Joe Knaus scored 14 points, championship MVP Antoni Vlogianitis contributed nine and DeBusschere added eight.

So Chaminade (23-3) will play in the state CHSAA Class A semifinals against Bishop Timon-St. Jude of Buffalo (23-3) at 3 p.m. on  Saturday at Hilbert College in Hamburg. The program’s last state title came in 2003.

“We definitely have the talent this year,” DeBusschere said. “Yeah, we’re fighting for that.”

But the roots for the Flyers being in this position stem back to last year’s NSCHSAA final.

“We had a preseason meeting,” coach Dan Feeney said. “We watched the last 30 seconds of overtime as a group. We promised ourselves that’s the last time we’ll watch it but we’ll remember it. We put the iPad away, burned the tape, essentially.

“We wouldn’t bring it up, but something that we would always bring up is: ‘Are we collectively better than we were last year?’ ”  

They answered the question one more time after the Friars’ Korey Duff Jr. hit a jumper in the lane for the last two of his team-high 11 points, cutting the Flyers’ lead to 36-35 with 6:33 left.

“Our defense has always kept us in the game, and I think it did again tonight,” St. Anthony’s coach Sal Lagano said.

But Chaminade had been working on its defense.
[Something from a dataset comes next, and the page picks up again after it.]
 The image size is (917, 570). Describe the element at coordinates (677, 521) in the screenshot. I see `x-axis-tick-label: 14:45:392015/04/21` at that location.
It showed.

Plus, Knaus buried a three with 2:55 left, Bradley Wyckoff hit a one-hander in the lane and DeBusschere drove for two to complete the Flyers’ 7-0 closing run.

“We knew last year we were one play away,” Vlogianitis said. “We knew this year every play matters.”
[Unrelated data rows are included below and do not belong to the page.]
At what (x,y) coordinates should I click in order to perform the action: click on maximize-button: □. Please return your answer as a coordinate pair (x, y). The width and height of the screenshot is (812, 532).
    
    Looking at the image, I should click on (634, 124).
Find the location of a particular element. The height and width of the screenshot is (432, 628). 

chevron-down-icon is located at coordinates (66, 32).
St. Anthony’s trailed 13-10 after the first quarter, 22-16 at halftime and 36-31 through three after Vlogianitis hit a long three-pointer late in the period.

The Friars just couldn’t quite catch up. They finished at 19-8.

“You spend so much time with these kids, six days a week, you better like them, and I do,” Lagano said. “It was good. It was fun.”